The Diving Bell and the Butterfly
by Meghan Keane - November 30, 2007
Reprinted with permission.
PG-13, 112 minutes
The Diving Bell and the Butterfly (Le Scaphandre et le papillon) opens to fuzzy images and confusion as the camera – and the audience – tries to focus itself. As the images become clearer, it appears that the camera has embodied a patient in a hospital bed. Doctors and loved ones circle about, relieved that he is regaining consciousness. But as they continue to repeat questions that he has answered, it becomes clear to him, and us, that they cannot hear him.
The patient, Jean-Dominique Bauby, had been the well-known editor of French Elle. In 1995, he suffered a massive stroke that put him in a coma. When he regained consciousness 20 days later, unable to move his body or speak, Bauby learned that he had a condition known depressingly as "locked-in syndrome." The cause of this inexplicable affliction in his early 40s was never found, and he died two years later, having had control only over his left eyelid since the stroke.
Despite his difficult predicament, Bauby managed to write an elegiac book about his condition. Written off by his peers and left for dead in a hospital in Berck-sur-Mer by everyone except his family and a few friends, Bauby proved that he was very much alive with his moving, award-winning book.
Shying away from pity and self-help aphorisms, Bauby manages to convey beautiful scenes from his past life and the difficulties of his condition with humor and wit. Encompassing his condition in the metaphor of a diving bell, Bauby guides the reader through the pitfalls of interacting with people who could only guess his thoughts and feelings. His brain in top condition, he was nevertheless cut off from the world around him; the book became his pressure valve.
And yet, reading the book reiterates the oppressiveness of Bauby's condition. The short chapters of wonderfully rendered images are constant reminders of the unbelievable effort required to blink the contents of an entire book. The patience and concentration necessary to create the work, let alone edit and finalize it, is hard to comprehend.
But Julian Schnabel, director of the film, has liberated Bauby. From the beginning, he plunges the viewer into Bauby's world. Showing the view from his cleverly working mind, Schnabel lets the audience in on the thoughts and jokes that Bauby's loved ones and caretakers struggle to interpret.
Schnabel, with his painter's perspective, enlivens scenes of Bauby's life. His previous fortunate, scenic existence does not forecast the prison that Bauby comes to live, and his imaginations become beautiful but tortured escapes.
Conjuring the oppressive image of a diving bell in the memoir, Bauby futilely tries to communicate. His speech therapist creates a device that allows him to do so: Responding to a frequency-oriented alphabet by blinking his left eye, Bauby learns to interact with his loved ones, but the frustrations and setbacks are immense. A doctor sews his right eye shut to avoid infection. Visitors and nurses struggle and fail to contain their dread of his appearance. Thoughtless caretakers subject him to hours of painful television; a fly on his nose becomes a tremendous physical struggle. Despite his active mind and libido, he is a shut in.
Pained by his present physical entrapment, Bauby escapes into his past experiences and his winding imagination. He had lived a charmed life in Paris, surrounded by models, girlfriends, and adventures as an editor, and had plenty to dream about. Schnabel recreates these sequences in exquisite, watercolor detail.
Watching Bauby struggle to match his physical immobility with his active thoughts is a difficult but moving situation. Blessed in his previous life, he awakes to find a disparity between those he valued in Paris and those who value him in Berck. Unable to muster the optimism his caretakers expect from him in this dire condition, he continues to yearn for his past life and those who do not arrive.
The cavern between what he is capable of and what he wants may be immense, but his achievement in this situation is undeniable. Schnabel has created a film as beautiful a tribute to that achievement as can be imagined.
Rather than depression, it invokes awe and appreciation. Bauby may have passed away a few days after the publication of his book, but he proves that despite being nearly locked away by physical limits, he cultivated an optimism in artistry that may not have existed otherwise.
Meghan Keane is a film critic for the New York Sun.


What is expected:
Leave out the images and repeat every entry below exactly.

═════ Records shown

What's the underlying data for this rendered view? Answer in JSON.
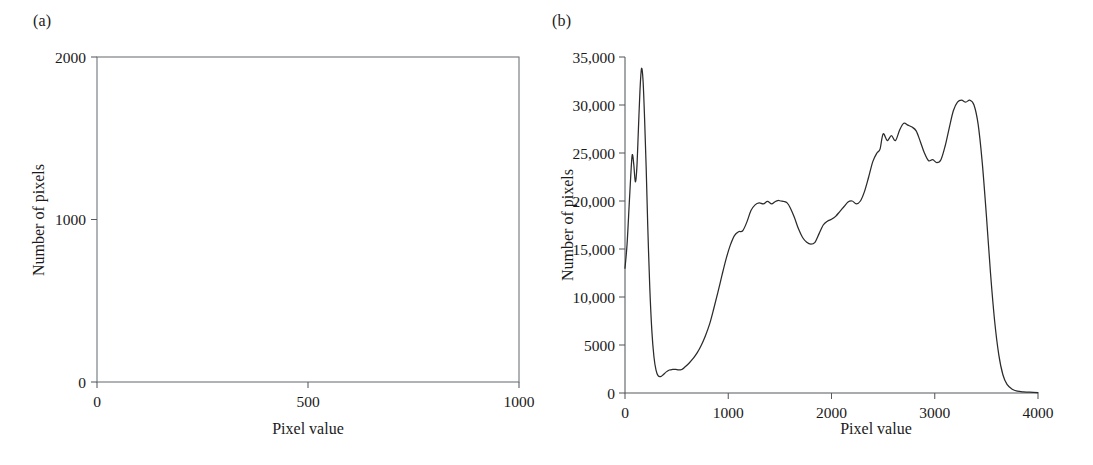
{
  "figure": {
    "background": "#ffffff",
    "line_color": "#2b2b2b",
    "frame_color": "#6a6f73",
    "text_color": "#1a1a1a"
  },
  "panels": {
    "a": {
      "tag": "(a)",
      "xlabel": "Pixel value",
      "ylabel": "Number of pixels"
    },
    "b": {
      "tag": "(b)",
      "xlabel": "Pixel value",
      "ylabel": "Number of pixels"
    }
  },
  "chart_data": [
    {
      "type": "line",
      "panel": "a",
      "title": "(a)",
      "xlabel": "Pixel value",
      "ylabel": "Number of pixels",
      "xlim": [
        0,
        1000
      ],
      "ylim": [
        0,
        2000
      ],
      "xticks": [
        0,
        500,
        1000
      ],
      "xtick_labels": [
        "0",
        "500",
        "1000"
      ],
      "yticks": [
        0,
        1000,
        2000
      ],
      "ytick_labels": [
        "0",
        "1000",
        "2000"
      ],
      "grid": false,
      "legend": null,
      "frame": "box",
      "series": [
        {
          "name": "histogram",
          "x": [],
          "y": []
        }
      ],
      "note": "empty axes - no data plotted"
    },
    {
      "type": "line",
      "panel": "b",
      "title": "(b)",
      "xlabel": "Pixel value",
      "ylabel": "Number of pixels",
      "xlim": [
        0,
        4000
      ],
      "ylim": [
        0,
        35000
      ],
      "xticks": [
        0,
        1000,
        2000,
        3000,
        4000
      ],
      "xtick_labels": [
        "0",
        "1000",
        "2000",
        "3000",
        "4000"
      ],
      "yticks": [
        0,
        5000,
        10000,
        15000,
        20000,
        25000,
        30000,
        35000
      ],
      "ytick_labels": [
        "0",
        "5000",
        "10,000",
        "15,000",
        "20,000",
        "25,000",
        "30,000",
        "35,000"
      ],
      "grid": false,
      "legend": null,
      "frame": "left-bottom",
      "series": [
        {
          "name": "histogram",
          "x": [
            0,
            20,
            40,
            55,
            70,
            85,
            100,
            115,
            130,
            145,
            160,
            175,
            190,
            205,
            220,
            240,
            260,
            280,
            300,
            320,
            345,
            370,
            400,
            430,
            460,
            490,
            520,
            550,
            580,
            620,
            660,
            700,
            740,
            780,
            820,
            860,
            900,
            940,
            980,
            1020,
            1060,
            1100,
            1140,
            1180,
            1220,
            1260,
            1300,
            1340,
            1380,
            1420,
            1450,
            1480,
            1510,
            1540,
            1570,
            1600,
            1640,
            1680,
            1720,
            1760,
            1800,
            1840,
            1880,
            1920,
            1960,
            2000,
            2040,
            2080,
            2120,
            2160,
            2200,
            2240,
            2280,
            2320,
            2360,
            2400,
            2440,
            2470,
            2500,
            2540,
            2580,
            2620,
            2660,
            2700,
            2740,
            2780,
            2820,
            2860,
            2900,
            2940,
            2980,
            3020,
            3060,
            3100,
            3140,
            3180,
            3220,
            3260,
            3300,
            3340,
            3380,
            3420,
            3460,
            3500,
            3540,
            3580,
            3620,
            3660,
            3700,
            3750,
            3800,
            3860,
            3920,
            4000
          ],
          "y": [
            13000,
            15500,
            19500,
            22500,
            24800,
            23800,
            22000,
            23500,
            27500,
            31500,
            33800,
            32500,
            28500,
            23500,
            17500,
            11000,
            6500,
            3800,
            2400,
            1800,
            1700,
            1900,
            2200,
            2400,
            2450,
            2450,
            2400,
            2450,
            2700,
            3100,
            3600,
            4200,
            5000,
            6000,
            7200,
            8800,
            10500,
            12300,
            14000,
            15400,
            16400,
            16800,
            16900,
            17800,
            19000,
            19600,
            19800,
            19700,
            19950,
            19700,
            19900,
            20050,
            20000,
            19950,
            19800,
            19300,
            18300,
            17100,
            16200,
            15700,
            15500,
            15700,
            16600,
            17500,
            17900,
            18100,
            18400,
            18900,
            19400,
            19900,
            20000,
            19700,
            20000,
            21000,
            22500,
            24100,
            25000,
            25400,
            27000,
            26300,
            26800,
            26300,
            27400,
            28100,
            27900,
            27700,
            27300,
            26200,
            25000,
            24200,
            24300,
            24000,
            24300,
            25700,
            27600,
            29400,
            30300,
            30500,
            30300,
            30500,
            30000,
            28000,
            24000,
            18500,
            12500,
            7500,
            4000,
            1900,
            900,
            400,
            200,
            120,
            80,
            50,
            30
          ]
        }
      ]
    }
  ]
}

══════════

Answer for the task:
What's the underlying data for this rendered view? Answer in JSON.
{
  "figure": {
    "background": "#ffffff",
    "line_color": "#2b2b2b",
    "frame_color": "#6a6f73",
    "text_color": "#1a1a1a"
  },
  "panels": {
    "a": {
      "tag": "(a)",
      "xlabel": "Pixel value",
      "ylabel": "Number of pixels"
    },
    "b": {
      "tag": "(b)",
      "xlabel": "Pixel value",
      "ylabel": "Number of pixels"
    }
  },
  "chart_data": [
    {
      "type": "line",
      "panel": "a",
      "title": "(a)",
      "xlabel": "Pixel value",
      "ylabel": "Number of pixels",
      "xlim": [
        0,
        1000
      ],
      "ylim": [
        0,
        2000
      ],
      "xticks": [
        0,
        500,
        1000
      ],
      "xtick_labels": [
        "0",
        "500",
        "1000"
      ],
      "yticks": [
        0,
        1000,
        2000
      ],
      "ytick_labels": [
        "0",
        "1000",
        "2000"
      ],
      "grid": false,
      "legend": null,
      "frame": "box",
      "series": [
        {
          "name": "histogram",
          "x": [],
          "y": []
        }
      ],
      "note": "empty axes - no data plotted"
    },
    {
      "type": "line",
      "panel": "b",
      "title": "(b)",
      "xlabel": "Pixel value",
      "ylabel": "Number of pixels",
      "xlim": [
        0,
        4000
      ],
      "ylim": [
        0,
        35000
      ],
      "xticks": [
        0,
        1000,
        2000,
        3000,
        4000
      ],
      "xtick_labels": [
        "0",
        "1000",
        "2000",
        "3000",
        "4000"
      ],
      "yticks": [
        0,
        5000,
        10000,
        15000,
        20000,
        25000,
        30000,
        35000
      ],
      "ytick_labels": [
        "0",
        "5000",
        "10,000",
        "15,000",
        "20,000",
        "25,000",
        "30,000",
        "35,000"
      ],
      "grid": false,
      "legend": null,
      "frame": "left-bottom",
      "series": [
        {
          "name": "histogram",
          "x": [
            0,
            20,
            40,
            55,
            70,
            85,
            100,
            115,
            130,
            145,
            160,
            175,
            190,
            205,
            220,
            240,
            260,
            280,
            300,
            320,
            345,
            370,
            400,
            430,
            460,
            490,
            520,
            550,
            580,
            620,
            660,
            700,
            740,
            780,
            820,
            860,
            900,
            940,
            980,
            1020,
            1060,
            1100,
            1140,
            1180,
            1220,
            1260,
            1300,
            1340,
            1380,
            1420,
            1450,
            1480,
            1510,
            1540,
            1570,
            1600,
            1640,
            1680,
            1720,
            1760,
            1800,
            1840,
            1880,
            1920,
            1960,
            2000,
            2040,
            2080,
            2120,
            2160,
            2200,
            2240,
            2280,
            2320,
            2360,
            2400,
            2440,
            2470,
            2500,
            2540,
            2580,
            2620,
            2660,
            2700,
            2740,
            2780,
            2820,
            2860,
            2900,
            2940,
            2980,
            3020,
            3060,
            3100,
            3140,
            3180,
            3220,
            3260,
            3300,
            3340,
            3380,
            3420,
            3460,
            3500,
            3540,
            3580,
            3620,
            3660,
            3700,
            3750,
            3800,
            3860,
            3920,
            4000
          ],
          "y": [
            13000,
            15500,
            19500,
            22500,
            24800,
            23800,
            22000,
            23500,
            27500,
            31500,
            33800,
            32500,
            28500,
            23500,
            17500,
            11000,
            6500,
            3800,
            2400,
            1800,
            1700,
            1900,
            2200,
            2400,
            2450,
            2450,
            2400,
            2450,
            2700,
            3100,
            3600,
            4200,
            5000,
            6000,
            7200,
            8800,
            10500,
            12300,
            14000,
            15400,
            16400,
            16800,
            16900,
            17800,
            19000,
            19600,
            19800,
            19700,
            19950,
            19700,
            19900,
            20050,
            20000,
            19950,
            19800,
            19300,
            18300,
            17100,
            16200,
            15700,
            15500,
            15700,
            16600,
            17500,
            17900,
            18100,
            18400,
            18900,
            19400,
            19900,
            20000,
            19700,
            20000,
            21000,
            22500,
            24100,
            25000,
            25400,
            27000,
            26300,
            26800,
            26300,
            27400,
            28100,
            27900,
            27700,
            27300,
            26200,
            25000,
            24200,
            24300,
            24000,
            24300,
            25700,
            27600,
            29400,
            30300,
            30500,
            30300,
            30500,
            30000,
            28000,
            24000,
            18500,
            12500,
            7500,
            4000,
            1900,
            900,
            400,
            200,
            120,
            80,
            50,
            30
          ]
        }
      ]
    }
  ]
}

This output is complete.